Methodology
How PressGrade Works
Why we built this
Trust in media has collapsed — but not for the reason most people think. The problem isn't that media is biased toward one party or another. The problem is that we've stopped asking the right question.
Most people evaluate media figures by whether they agree with them. That's not a measure of trustworthiness. That's a measure of confirmation.
PressGrade asks a different question: does this person operate with integrity? Do they get their facts right? Do they correct mistakes? Do they show you their sources? Do they tell you who funds them?
These questions have nothing to do with politics. A progressive outlet and a conservative outlet can both score 90. A centrist outlet can score 20. The score reflects behavior — not belief.

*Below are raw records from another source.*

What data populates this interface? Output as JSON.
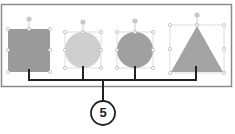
{
  "callout": {
    "number": "5"
  },
  "shapes": [
    {
      "name": "square",
      "fill": "#9b9b9b"
    },
    {
      "name": "light-circle",
      "fill": "#cfcfcf"
    },
    {
      "name": "dark-circle",
      "fill": "#a0a0a0"
    },
    {
      "name": "triangle",
      "fill": "#a3a3a3"
    }
  ],
  "colors": {
    "frame": "#8a8a8a",
    "connector": "#222222",
    "handle": "#b8b8b8"
  }
}
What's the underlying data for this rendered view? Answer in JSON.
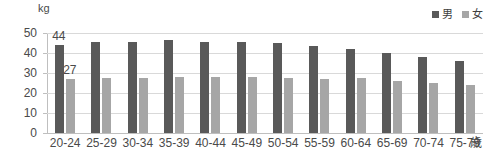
{
  "chart_data": {
    "type": "bar",
    "title": "",
    "xlabel": "歳",
    "ylabel": "kg",
    "ylim": [
      0,
      50
    ],
    "ytick_values": [
      0,
      10,
      20,
      30,
      40,
      50
    ],
    "ytick_labels": [
      "0",
      "10",
      "20",
      "30",
      "40",
      "50"
    ],
    "grid": true,
    "legend_position": "top-right",
    "categories": [
      "20-24",
      "25-29",
      "30-34",
      "35-39",
      "40-44",
      "45-49",
      "50-54",
      "55-59",
      "60-64",
      "65-69",
      "70-74",
      "75-79"
    ],
    "series": [
      {
        "name": "男",
        "color": "#595959",
        "values": [
          44,
          45.5,
          45.5,
          46.5,
          45.5,
          45.5,
          45,
          43.5,
          42,
          40,
          38,
          36
        ]
      },
      {
        "name": "女",
        "color": "#a6a6a6",
        "values": [
          27,
          27.5,
          27.5,
          28,
          28,
          28,
          27.5,
          27,
          27.5,
          26,
          25,
          24
        ]
      }
    ],
    "data_labels": [
      {
        "series": "男",
        "category": "20-24",
        "text": "44"
      },
      {
        "series": "女",
        "category": "20-24",
        "text": "27"
      }
    ]
  },
  "legend": {
    "entries": [
      {
        "label": "男",
        "color": "#595959"
      },
      {
        "label": "女",
        "color": "#a6a6a6"
      }
    ]
  },
  "axis": {
    "unit_y": "kg",
    "unit_x": "歳"
  },
  "colors": {
    "male_bar": "#595959",
    "female_bar": "#a6a6a6",
    "gridline": "#d9d9d9",
    "axis": "#bfbfbf",
    "text": "#4a4a4a",
    "background": "#ffffff"
  }
}
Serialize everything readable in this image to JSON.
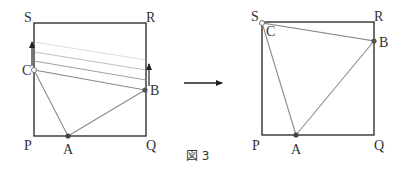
{
  "figure": {
    "caption": "図 3",
    "left_panel": {
      "labels": {
        "S": "S",
        "R": "R",
        "P": "P",
        "Q": "Q",
        "A": "A",
        "B": "B",
        "C": "C"
      },
      "square": {
        "x": 34,
        "y": 23,
        "size": 112
      },
      "points": {
        "A": [
          68,
          136
        ],
        "B": [
          145,
          90
        ],
        "C": [
          34,
          70
        ]
      },
      "motion_lines": [
        {
          "x1": 34,
          "y1": 42,
          "x2": 146,
          "y2": 60,
          "opacity": 0.3
        },
        {
          "x1": 34,
          "y1": 52,
          "x2": 146,
          "y2": 70,
          "opacity": 0.55
        },
        {
          "x1": 34,
          "y1": 61,
          "x2": 146,
          "y2": 80,
          "opacity": 0.8
        }
      ],
      "arrows": [
        "C moves up along PS",
        "B moves up along QR"
      ]
    },
    "transition_arrow": "→",
    "right_panel": {
      "labels": {
        "S": "S",
        "R": "R",
        "P": "P",
        "Q": "Q",
        "A": "A",
        "B": "B",
        "C": "C"
      },
      "square": {
        "x": 262,
        "y": 22,
        "size": 112
      },
      "points": {
        "A": [
          296,
          135
        ],
        "B": [
          374,
          41
        ],
        "C": [
          262,
          23
        ]
      }
    },
    "colors": {
      "square": "#222222",
      "triangle": "#8a8a8a",
      "point": "#555555",
      "text": "#333333"
    }
  }
}
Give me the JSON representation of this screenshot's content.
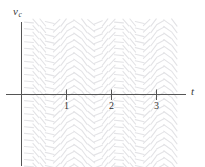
{
  "figure": {
    "type": "slope-field",
    "axes": {
      "y_axis_label": "v",
      "y_axis_subscript": "c",
      "x_axis_label": "t"
    }
  },
  "chart_data": {
    "type": "scatter",
    "title": "",
    "subtitle": "",
    "xlabel": "t",
    "ylabel": "v_c",
    "grid": false,
    "legend": null,
    "xlim": [
      -0.45,
      3.55
    ],
    "ylim": [
      -1.6,
      1.6
    ],
    "x_ticks": [
      1,
      2,
      3
    ],
    "x_tick_labels": [
      "1",
      "2",
      "3"
    ],
    "y_ticks": [],
    "y_tick_labels": [],
    "annotations": [],
    "field": {
      "dash_color": "#e3e3e6",
      "axis_color": "#555555",
      "x_range": [
        -0.45,
        3.55
      ],
      "y_range": [
        -1.6,
        1.6
      ],
      "columns": 26,
      "rows": 22,
      "period": 1.0,
      "slope_formula": "m(t) = 1.35 * cos(2*pi*t + 0.6)",
      "dash_length_px": 9
    }
  },
  "ticks": [
    {
      "label": "1",
      "value": 1
    },
    {
      "label": "2",
      "value": 2
    },
    {
      "label": "3",
      "value": 3
    }
  ],
  "colors": {
    "background": "#ffffff",
    "axis": "#555555",
    "dash": "#e3e3e6",
    "text": "#333333"
  }
}
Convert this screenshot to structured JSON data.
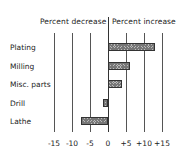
{
  "chart_data": {
    "type": "bar",
    "orientation": "horizontal",
    "title": "",
    "header_left": "Percent decrease",
    "header_right": "Percent increase",
    "categories": [
      "Plating",
      "Milling",
      "Misc. parts",
      "Drill",
      "Lathe"
    ],
    "values": [
      13,
      6,
      4,
      -1.5,
      -7.5
    ],
    "xlabel": "",
    "ylabel": "",
    "xlim": [
      -15,
      15
    ],
    "xticks": [
      -15,
      -10,
      -5,
      0,
      5,
      10,
      15
    ],
    "xtick_labels": [
      "-15",
      "-10",
      "-5",
      "0",
      "+5",
      "+10",
      "+15"
    ],
    "grid": true,
    "legend": "none"
  }
}
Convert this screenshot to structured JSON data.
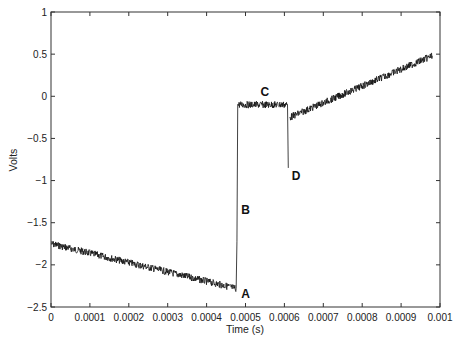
{
  "chart_data": {
    "type": "line",
    "title": "",
    "xlabel": "Time (s)",
    "ylabel": "Volts",
    "xlim": [
      0,
      0.001
    ],
    "ylim": [
      -2.5,
      1
    ],
    "grid": false,
    "legend": null,
    "x_ticks": [
      "0",
      "0.0001",
      "0.0002",
      "0.0003",
      "0.0004",
      "0.0005",
      "0.0006",
      "0.0007",
      "0.0008",
      "0.0009",
      "0.001"
    ],
    "y_ticks": [
      "1",
      "0.5",
      "0",
      "−0.5",
      "−1",
      "−1.5",
      "−2",
      "−2.5"
    ],
    "series": [
      {
        "name": "signal",
        "color": "#111111",
        "noisy": true,
        "segments": [
          {
            "x": [
              0.0,
              0.000476
            ],
            "y": [
              -1.75,
              -2.28
            ],
            "desc": "slow decline"
          },
          {
            "x": [
              0.000476,
              0.000478
            ],
            "y": [
              -2.28,
              -1.72
            ],
            "desc": "edge A to B"
          },
          {
            "x": [
              0.000478,
              0.00048
            ],
            "y": [
              -1.72,
              -0.1
            ],
            "desc": "rise B"
          },
          {
            "x": [
              0.00048,
              0.000608
            ],
            "y": [
              -0.1,
              -0.1
            ],
            "desc": "plateau C"
          },
          {
            "x": [
              0.000608,
              0.00061
            ],
            "y": [
              -0.1,
              -0.85
            ],
            "desc": "dip D"
          },
          {
            "x": [
              0.000614,
              0.00098
            ],
            "y": [
              -0.25,
              0.48
            ],
            "desc": "ramp up"
          }
        ]
      }
    ],
    "annotations": [
      {
        "label": "A",
        "x": 0.0005,
        "y": -2.35
      },
      {
        "label": "B",
        "x": 0.0005,
        "y": -1.35
      },
      {
        "label": "C",
        "x": 0.00055,
        "y": 0.05
      },
      {
        "label": "D",
        "x": 0.00063,
        "y": -0.95
      }
    ]
  }
}
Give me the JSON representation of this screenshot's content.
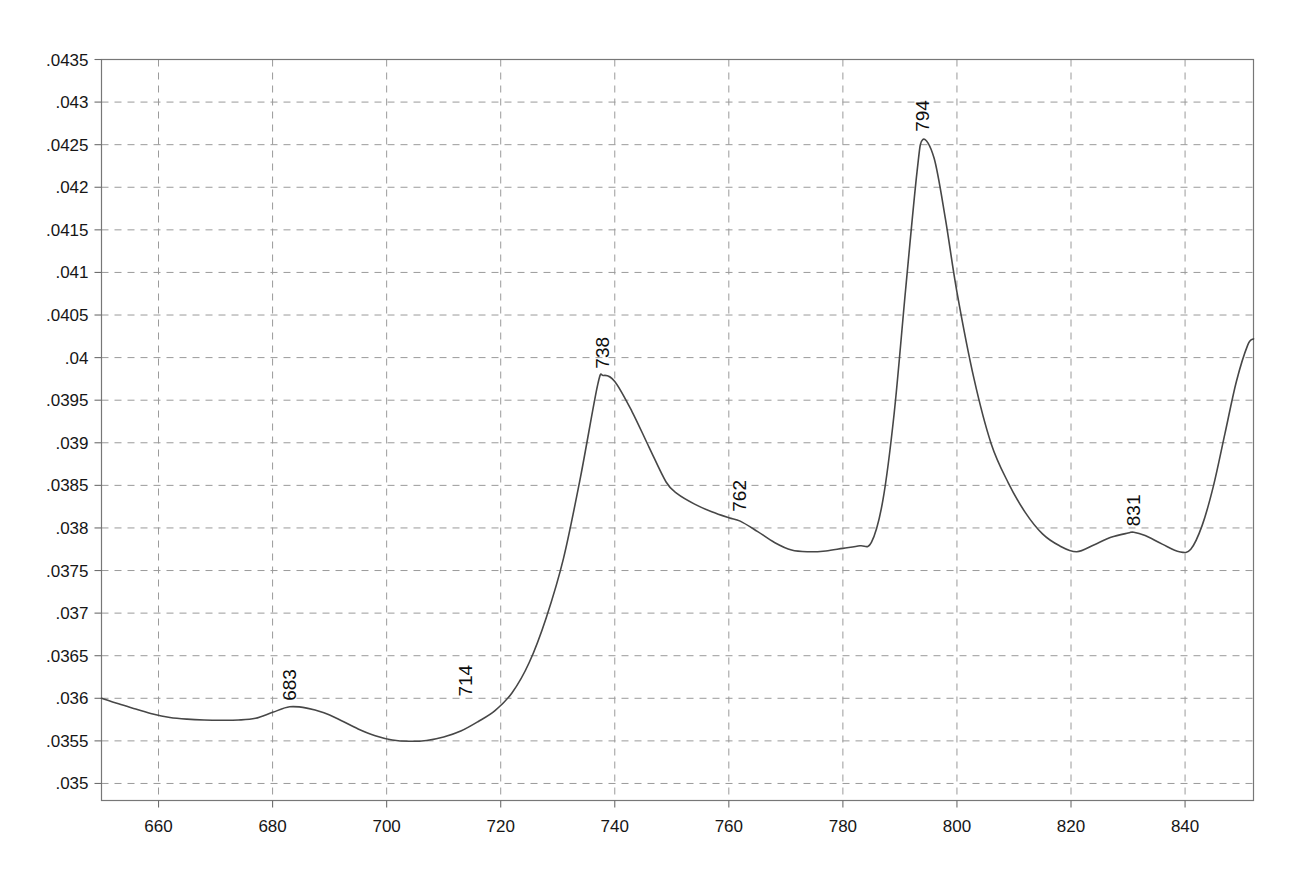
{
  "chart_data": {
    "type": "line",
    "title": "",
    "subtitle": "",
    "xlabel": "",
    "ylabel": "",
    "xlim": [
      650,
      852
    ],
    "ylim": [
      0.0348,
      0.0435
    ],
    "grid": true,
    "legend": null,
    "x_ticks": [
      660,
      680,
      700,
      720,
      740,
      760,
      780,
      800,
      820,
      840
    ],
    "x_tick_labels": [
      "660",
      "680",
      "700",
      "720",
      "740",
      "760",
      "780",
      "800",
      "820",
      "840"
    ],
    "y_ticks": [
      0.035,
      0.0355,
      0.036,
      0.0365,
      0.037,
      0.0375,
      0.038,
      0.0385,
      0.039,
      0.0395,
      0.04,
      0.0405,
      0.041,
      0.0415,
      0.042,
      0.0425,
      0.043,
      0.0435
    ],
    "y_tick_labels": [
      ".035",
      ".0355",
      ".036",
      ".0365",
      ".037",
      ".0375",
      ".038",
      ".0385",
      ".039",
      ".0395",
      ".04",
      ".0405",
      ".041",
      ".0415",
      ".042",
      ".0425",
      ".043",
      ".0435"
    ],
    "annotations": [
      {
        "label": "683",
        "x": 683,
        "y": 0.0359,
        "rotation": -90
      },
      {
        "label": "714",
        "x": 714,
        "y": 0.03595,
        "rotation": -90
      },
      {
        "label": "738",
        "x": 738,
        "y": 0.0398,
        "rotation": -90
      },
      {
        "label": "762",
        "x": 762,
        "y": 0.03812,
        "rotation": -90
      },
      {
        "label": "794",
        "x": 794,
        "y": 0.04258,
        "rotation": -90
      },
      {
        "label": "831",
        "x": 831,
        "y": 0.03795,
        "rotation": -90
      }
    ],
    "series": [
      {
        "name": "spectrum",
        "color": "#474747",
        "x": [
          650,
          653,
          656,
          659,
          662,
          665,
          668,
          671,
          674,
          677,
          680,
          683,
          686,
          689,
          692,
          695,
          698,
          701,
          704,
          707,
          710,
          713,
          716,
          719,
          722,
          725,
          728,
          731,
          734,
          737,
          738,
          740,
          743,
          746,
          749,
          751,
          754,
          757,
          760,
          762,
          765,
          768,
          771,
          774,
          777,
          780,
          783,
          785,
          787,
          789,
          791,
          793,
          794,
          796,
          798,
          800,
          803,
          806,
          809,
          812,
          815,
          818,
          821,
          824,
          827,
          830,
          831,
          833,
          836,
          839,
          841,
          843,
          845,
          847,
          849,
          851,
          852
        ],
        "y": [
          0.036,
          0.035935,
          0.035875,
          0.035815,
          0.035775,
          0.035755,
          0.035745,
          0.035742,
          0.035745,
          0.035765,
          0.035835,
          0.0359,
          0.035885,
          0.03583,
          0.03574,
          0.03564,
          0.03556,
          0.03551,
          0.035495,
          0.035505,
          0.035545,
          0.035615,
          0.035725,
          0.035855,
          0.036065,
          0.03642,
          0.03695,
          0.03764,
          0.0386,
          0.03968,
          0.03979,
          0.03972,
          0.03937,
          0.03895,
          0.03854,
          0.0384,
          0.03828,
          0.03819,
          0.03812,
          0.03808,
          0.03796,
          0.03783,
          0.03774,
          0.03772,
          0.03773,
          0.03776,
          0.03779,
          0.03783,
          0.03832,
          0.03935,
          0.0408,
          0.04218,
          0.04256,
          0.04234,
          0.04162,
          0.04077,
          0.03975,
          0.03899,
          0.03853,
          0.03818,
          0.03793,
          0.03779,
          0.03772,
          0.0378,
          0.03789,
          0.03794,
          0.03795,
          0.03791,
          0.03781,
          0.03772,
          0.03775,
          0.03803,
          0.0385,
          0.03911,
          0.03972,
          0.04015,
          0.04022
        ]
      }
    ]
  },
  "axes": {
    "y_axis_name": "intensity-axis",
    "x_axis_name": "wavelength-axis"
  }
}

What we measure and what we don't
We care about:
- — Whether factual claims and headlines are accurate
- — Whether errors are corrected openly and promptly
- — Whether sources, funding, and conflicts are disclosed
- — Whether opinion is clearly labeled as opinion
- — Whether the figure shows genuine editorial independence
We don't care about:
- — Political affiliation or ideology
- — Whether we agree with their positions
- — Whether their audience is left or right
- — Whether they are mainstream or independent
Scoring Framework
The 5 criteria
Every score is built from five criteria, each weighted by its importance to trustworthiness based on academic research into media credibility. The weights were derived from the Knight Foundation/Gallup trust indicators study and cross-referenced against NewsGuard's practitioner methodology.
Factual Accuracy
The most important dimension. We assess whether factual claims are accurate and verified, cross-referencing against AP Fact Check, Reuters Fact Check, PolitiFact, and primary source documents. This also includes headline accuracy — whether headlines match the actual content without exaggeration or misrepresentation. A score of 5 means virtually no factual errors or misleading headlines in the past 12 months.
Correction Culture
Everyone makes mistakes. What matters is what happens next. This criterion evaluates how errors are handled: Are corrections issued openly and promptly? Are they prominent or buried? Are stealth edits used? Are mistakes denied or minimized? We score the quality of the correction process — not the number of corrections needed.
Source Transparency
A combined measure covering three dimensions: Are claims anchored to named sources and original documents rather than anonymous sources or circular reporting? Is it clear who funds and owns the outlet or figure? Are financial or political conflicts of interest disclosed when relevant? Transparency is the foundation of trust.
Content Integrity
Whether opinion and analysis is clearly labeled and separated from factual reporting. Whether content is produced with journalistic standards rather than primarily for engagement, outrage, or ideological reinforcement. Entities that blur the line between news and commentary without labeling score lower.
Editorial Independence
Whether the figure or outlet demonstrates genuine independence — including diversity of credible voices and perspectives, resistance to audience capture, and willingness to challenge their own audience's assumptions. We do not reward false balance — including fringe or discredited voices for the sake of \"both sides\" does not earn a higher score.
Score calculation
Each criterion is scored on a 1–5 scale, then converted to a weighted percentage. The criteria are weighted by their relative importance to trustworthiness — factual accuracy and correction culture carry the most influence, while editorial independence carries less. The final score is a number out of 100.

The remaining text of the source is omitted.